Once a startup raises their seed round, more often than not I see a team slipping into trouble after just a week.
The founders may have just banked a year’s worth of runway, it doesn’t matter. I already know the startup is going to die.
Here’s what I see three quarters of startups doing immediately after they raise a seed round:
After months of working 60 hour weeks (and the rest, usually) to launch and demonstrate early growth to convince investors they’re worth it, the founders start working 9am til 5pm, five days a week — they’re taking it easy before the hard work starts;
Because raising money offers a financial opportunity to address their work/life balance, their Facebook feed slowly fills up over the following weeks and months with snaps from weekends away on city breaks, at parties and gigs;
They almost certainly find the time for a holiday, or a trip home to see the family, because they deserve it;
A new apartment or house is high on their priorities since they can now pay themselves proper wages;
There’s finally time to make amends to a long-suffering partner — perhaps they can finally plan that dream wedding they’ve talked about for months.

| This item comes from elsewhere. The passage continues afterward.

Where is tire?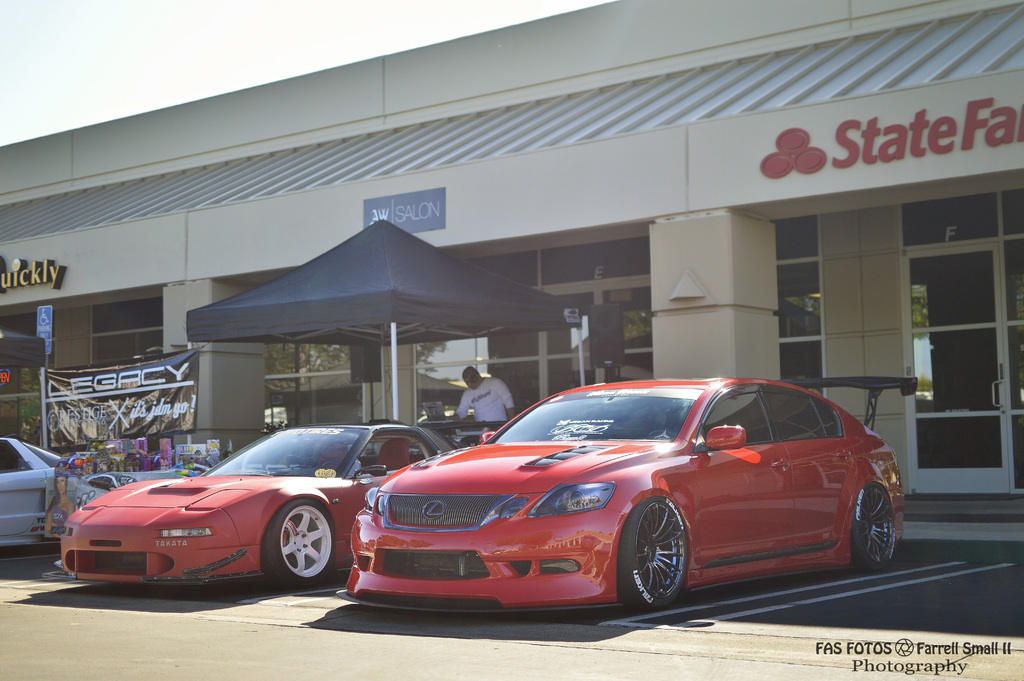
rect(618, 500, 690, 611).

If this is still occurring in the weeks after the raise has happened, these startups will likely be dead before they raise Series A.
The point of a seed round is to help your startup stay alive long enough to prove that customers and consumers love what you’re doing. Nobody is going to give you more money until you can prove a lot of people love what you do.

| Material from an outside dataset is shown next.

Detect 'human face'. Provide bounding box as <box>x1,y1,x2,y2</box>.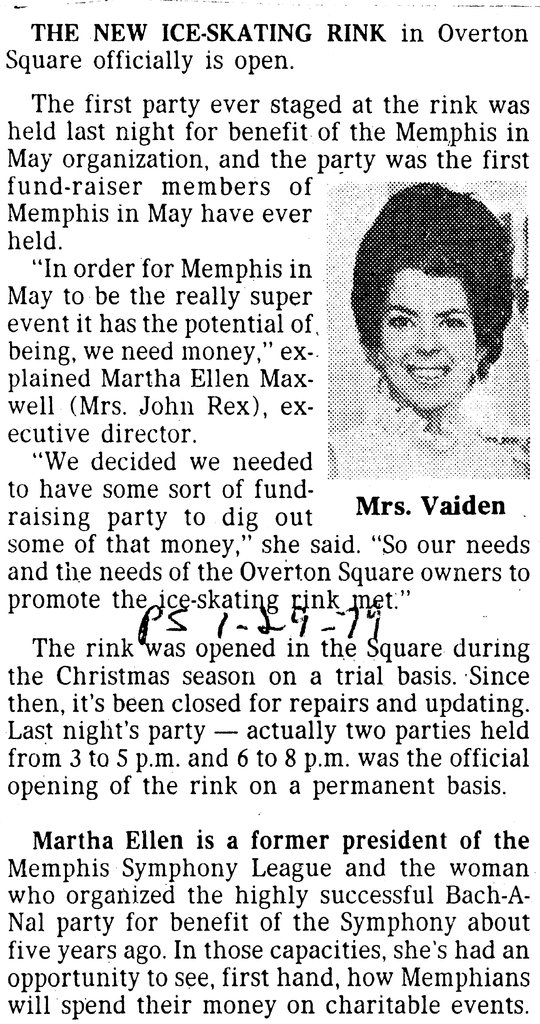
<box>382,269,476,413</box>.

You have far more to do and far more to prove after you raise money, than you do before.
A seed round is fuel to help you do more, go further and do it faster. Do you honestly believe you’ll achieve more by working less — by having less focus or being less dedicated than you were before you had the money?
The adage that you should work smarter, not harder doesn’t apply here. You can always solve problems, create efficiencies, streamline your processes — but there are so many challenges facing small teams that there is absolutely no substitute for hard work.
This isn’t about working until you burn out. No investor wants to see a team implode. But as a founder, you must understand that your startup is your priority for the next five years. That means you won’t see your friends and family as often. It means relationships will suffer from time to time. Take a holiday when you feel you’re burning out. Get away, recharge your batteries. Take a weekend off and disappear offline — and when you return, expect to work 12 hours a day again, with all the intensity and determination you had before you raised the money.
I imagine a lot of founders I work with or have invested in are unsettled by reading this, wondering if I’ve formed these views with them in mind. Chances are I have — so let me spell it out, for you and for everyone else in your predicament: if you’ve slipped into working regular hours after raising your seed round, if you’re treating your founder position like regular employment, if you think you can work less after you raise money than you did before — I’m here to tell you your startup is already dead, and all you’re doing is wasting time and money while you slowly reap what you’re failing to sow.
To be clear, I’m not saying you have to sacrifice everything worth living for to stand a chance of success. I’m saying that if, as a founder, you treat investment as the means to maintain a comfortable lifestyle, and you expect to enjoy the same benefits as a corporate role with no responsibilities beyond the job description, then you’re going to fail.
Name a startup founder who was successful by taking it easy.
Either you want a 9 til 5 routine, or you want your startup to be successful.
Pick one. I guarantee you can’t have both.